How I Write

The How I Write Series

Host Hilton Obenzinger brings faculty and advanced writers from across the disciplines to explore the nuts and bolts, pleasures and pains, of all types of writing.

In conversation with his distinguished guests, Hilton examine writers' habits, idiosyncrasies, techniques, trade secrets, hidden anxieties, and delights.

We will discuss how a writer generates ideas, sustains large-scale projects, combines research with composition, overcomes various impediments and blocks, and cultivates stylistic innovations.

Writing communities share experiences (even bad ones), so that all writers can learn and grow; Stanford is an exceptionally rich community for gaining such insights.


Next Event

Bill Guttentag photo by Marina BrodskayaHow I Write for Film and Television with Bill Guttentag

Lecturer, Graduate School of Business, Stanford University

Thursday, February 9, 2012
7:30 p.m.
Geology Corner (Bldg. 320), Room 105
FREE and open to the public

Bill Guttentag is a two-time Oscar-winning documentary and feature film writer-producer-director. He also wrote and directed Nanking, a theatrical documentary that premiered at the 2007 Sundance Film Festival and features Woody Harrelson, Mariel Hemingway, and Jürgen Prochnow.

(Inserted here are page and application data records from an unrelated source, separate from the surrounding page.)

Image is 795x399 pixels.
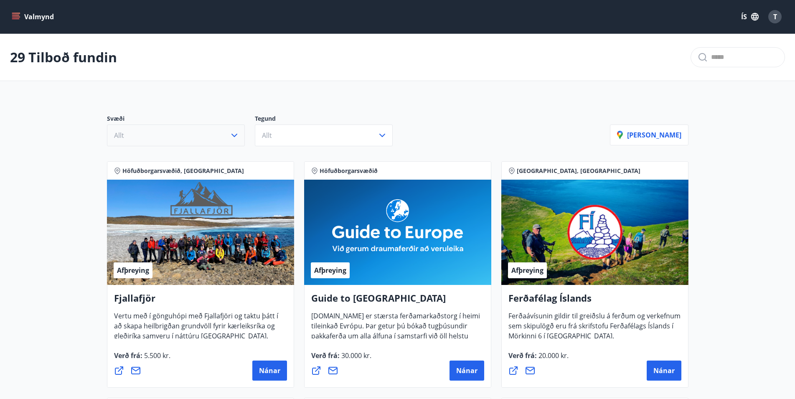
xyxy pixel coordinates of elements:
span: Nánar [654,366,675,375]
span: Vertu með í gönguhópi með Fjallafjöri og taktu þátt í að skapa heilbrigðan grundvöll fyrir kærlei... [114,311,278,347]
button: Allt [107,125,245,146]
span: Höfuðborgarsvæðið, [GEOGRAPHIC_DATA] [122,167,244,175]
span: Verð frá : [311,351,372,367]
button: Nánar [450,361,484,381]
span: Allt [114,131,124,140]
span: T [774,12,777,21]
span: [DOMAIN_NAME] er stærsta ferðamarkaðstorg í heimi tileinkað Evrópu. Þar getur þú bókað tugþúsundi... [311,311,480,367]
button: menu [10,9,57,24]
button: [PERSON_NAME] [610,125,689,145]
span: 20.000 kr. [537,351,569,360]
button: Nánar [252,361,287,381]
span: 30.000 kr. [340,351,372,360]
span: Ferðaávísunin gildir til greiðslu á ferðum og verkefnum sem skipulögð eru frá skrifstofu Ferðafél... [509,311,681,347]
button: ÍS [737,9,763,24]
button: T [765,7,785,27]
button: Allt [255,125,393,146]
h4: Guide to [GEOGRAPHIC_DATA] [311,292,484,311]
span: Afþreying [511,266,544,275]
p: Svæði [107,115,255,125]
span: Verð frá : [114,351,170,367]
span: Allt [262,131,272,140]
span: Nánar [259,366,280,375]
span: Afþreying [117,266,149,275]
span: Verð frá : [509,351,569,367]
h4: Fjallafjör [114,292,287,311]
p: Tegund [255,115,403,125]
span: [GEOGRAPHIC_DATA], [GEOGRAPHIC_DATA] [517,167,641,175]
h4: Ferðafélag Íslands [509,292,682,311]
span: Höfuðborgarsvæðið [320,167,378,175]
p: 29 Tilboð fundin [10,48,117,66]
p: [PERSON_NAME] [617,130,682,140]
span: Afþreying [314,266,346,275]
span: 5.500 kr. [143,351,170,360]
button: Nánar [647,361,682,381]
span: Nánar [456,366,478,375]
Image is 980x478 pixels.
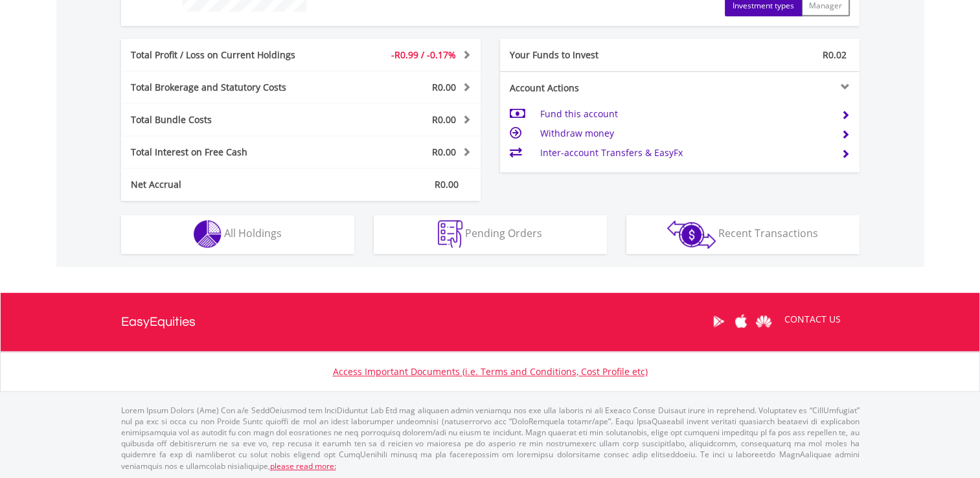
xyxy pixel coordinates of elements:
[823,48,847,61] span: R0.02
[121,81,331,94] div: Total Brokerage and Statutory Costs
[121,145,331,159] div: Total Interest on Free Cash
[121,293,195,350] a: EasyEquities
[391,48,456,61] span: -R0.99 / -0.17%
[121,113,331,127] div: Total Bundle Costs
[708,301,730,342] a: Google Play
[270,460,336,472] a: please read more:
[432,81,456,94] span: R0.00
[121,178,331,191] div: Net Accrual
[540,124,831,143] td: Withdraw money
[224,226,282,240] span: All Holdings
[432,113,456,126] span: R0.00
[668,220,716,249] img: transactions-zar-wht.png
[718,226,818,240] span: Recent Transactions
[432,145,456,158] span: R0.00
[374,215,607,254] button: Pending Orders
[500,81,680,95] div: Account Actions
[540,143,831,162] td: Inter-account Transfers & EasyFx
[730,301,753,342] a: Apple
[121,48,331,62] div: Total Profit / Loss on Current Holdings
[465,226,543,240] span: Pending Orders
[500,48,680,62] div: Your Funds to Invest
[540,104,831,124] td: Fund this account
[753,301,776,342] a: Huawei
[627,215,860,254] button: Recent Transactions
[194,220,221,248] img: holdings-wht.png
[333,365,648,377] a: Access Important Documents (i.e. Terms and Conditions, Cost Profile etc)
[435,178,459,190] span: R0.00
[121,405,860,472] p: Lorem Ipsum Dolors (Ame) Con a/e SeddOeiusmod tem InciDiduntut Lab Etd mag aliquaen admin veniamq...
[121,215,354,254] button: All Holdings
[438,220,462,248] img: pending_instructions-wht.png
[776,301,850,337] a: CONTACT US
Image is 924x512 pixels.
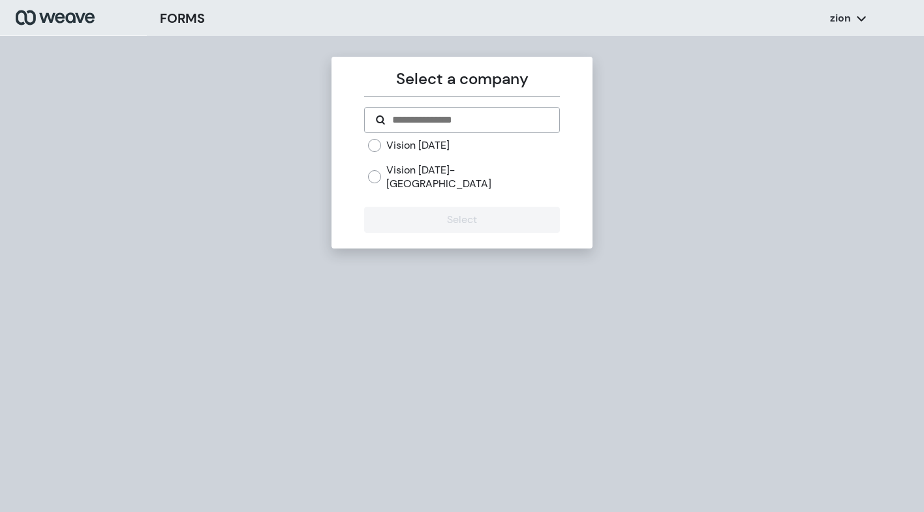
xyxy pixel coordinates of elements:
input: Search [391,112,548,128]
label: Vision [DATE] [386,138,449,153]
h3: FORMS [160,8,205,28]
p: Select a company [364,67,559,91]
button: Select [364,207,559,233]
label: Vision [DATE]- [GEOGRAPHIC_DATA] [386,163,559,191]
p: zion [830,11,851,25]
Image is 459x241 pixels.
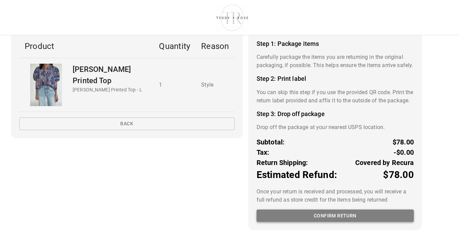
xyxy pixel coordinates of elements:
p: Subtotal: [256,137,285,147]
h4: Step 3: Drop off package [256,110,413,118]
img: shop-teddyrose.myshopify.com-d93983e8-e25b-478f-b32e-9430bef33fdd [213,3,252,32]
p: $78.00 [392,137,413,147]
p: [PERSON_NAME] Printed Top [73,64,148,86]
p: -$0.00 [393,147,413,157]
p: Estimated Refund: [256,168,337,182]
p: Product [25,40,148,52]
p: Covered by Recura [355,157,413,168]
p: You can skip this step if you use the provided QR code. Print the return label provided and affix... [256,88,413,105]
p: Style [201,81,229,89]
p: Tax: [256,147,269,157]
p: Once your return is received and processed, you will receive a full refund as store credit for th... [256,188,413,204]
h4: Step 2: Print label [256,75,413,82]
p: Quantity [159,40,190,52]
p: Carefully package the items you are returning in the original packaging, if possible. This helps ... [256,53,413,69]
p: 1 [159,81,190,89]
p: Return Shipping: [256,157,308,168]
p: [PERSON_NAME] Printed Top - L [73,86,148,93]
p: Reason [201,40,229,52]
h4: Step 1: Package items [256,40,413,48]
p: Drop off the package at your nearest USPS location. [256,123,413,131]
button: Back [19,117,234,130]
p: $78.00 [383,168,413,182]
button: Confirm return [256,209,413,222]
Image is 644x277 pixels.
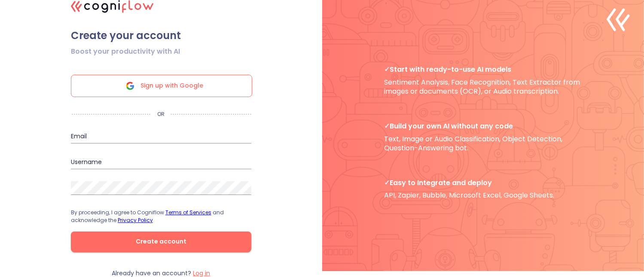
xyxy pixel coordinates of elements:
[71,231,252,252] button: Create account
[385,64,582,96] p: Sentiment Analysis, Face Recognition, Text Extractor from images or documents (OCR), or Audio tra...
[385,121,582,131] span: Build your own AI without any code
[85,237,238,247] span: Create account
[385,178,391,188] b: ✓
[71,29,252,42] span: Create your account
[151,110,170,118] p: OR
[71,75,252,97] div: Sign up with Google
[166,209,212,216] a: Terms of Services
[385,179,582,187] span: Easy to Integrate and deploy
[141,75,204,97] span: Sign up with Google
[385,64,582,74] span: Start with ready-to-use AI models
[71,209,252,225] p: By proceeding, I agree to Cogniflow and acknowledge the
[385,121,391,131] b: ✓
[385,64,391,75] b: ✓
[71,46,180,57] span: Boost your productivity with AI
[118,216,153,224] a: Privacy Policy
[385,179,582,200] p: API, Zapier, Bubble, Microsoft Excel, Google Sheets.
[385,121,582,153] p: Text, Image or Audio Classification, Object Detection, Question-Answering bot.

In 2008 he wrote and directed Live!, a dramatic feature starring Eva Mendes and Andre Braugher. Soundtrack for a Revolution had its international premiere at the 2009 Cannes Film Festival. He is currently in post-production on Knife Fight, a film he wrote and directed about a Democratic political consultant, starring Rob Lowe, Jamie Chung, Julie Bowen, Carrie-Ann Moss, Eric McCormack, Jennifer Morrison, and Saffron Burrows, will be released in 2012.

In 2003 Bill Guttentag won an Oscar for the documentary Twin Towers. He has also has received a second Oscar, three additional Oscar nominations, a Peabody Award, three Emmy Awards, two additional Emmy nominations, two Writers Guild Award nominations, a Producers Guild Award nomination, and a Robert Kennedy Journalism Award. His films have been selected for the Sundance Film Festival three times and have played and won awards at numerous American and international film festivals. They have also received a number of special screenings internationally and in the US, including at the White House.

His first novel, Boulevard, was published in 2010 and the paperback version was released in 2011.

He is a lecturer at the Graduate School of Business at Stanford University, teaching a class on the film and television business.

Photo by Marina Brodskaya
 

Read more about this event at Stanford Continuing Studies. 


Archive

Stanford on iTunes logoStanford on iTunes

More than two dozen How I Write conversations are now available via Stanford on iTunes. See and hear guests from bass guitar star Victor Wooten to chemist Richard Zare, from acclaimed essayist Rebecca Solnit to theoretical physicist Leonard Susskind.

Selected Transcripts

Transcripts are available for selected How I Write conversations.

All "How I Write" Authors

A complete list of How I Write guests from 2002 to the present.

 


Press

"How I Write" has been featured in The Human Experience: Inside the Humanities at Stanford:

Each quarter Obenzinger invites someone who writes, including all types of experienced writers in all sorts of genres and forms, to share their writing style, habits, pleasures and pains with an audience. Over the years, Obenzinger has heard it all, from a scientist who quotes Shakespeare in research articles to a novelist who only writes while wearing her favorite cowboy hat. As peculiar as some of these quirks may sound, Obenzinger has discovered that there are all kinds of ways to write, and he shares this mantra with the undergraduates who turn to him for assistance when tackling, what for many is their first long-form writing project, their honors theses. In addition to fiction writers, writers from a wide range of fields, including political science, engineering, poetry and human biology have taken part in “How I Write” events. Past guests have included Stanford President John Hennessey, English professor and director of American Studies Shelley Fisher Fishkin and political science professor Terry Karl. Other speakers have included scientists such as Richard Zare and computer scientist Eric Roberts.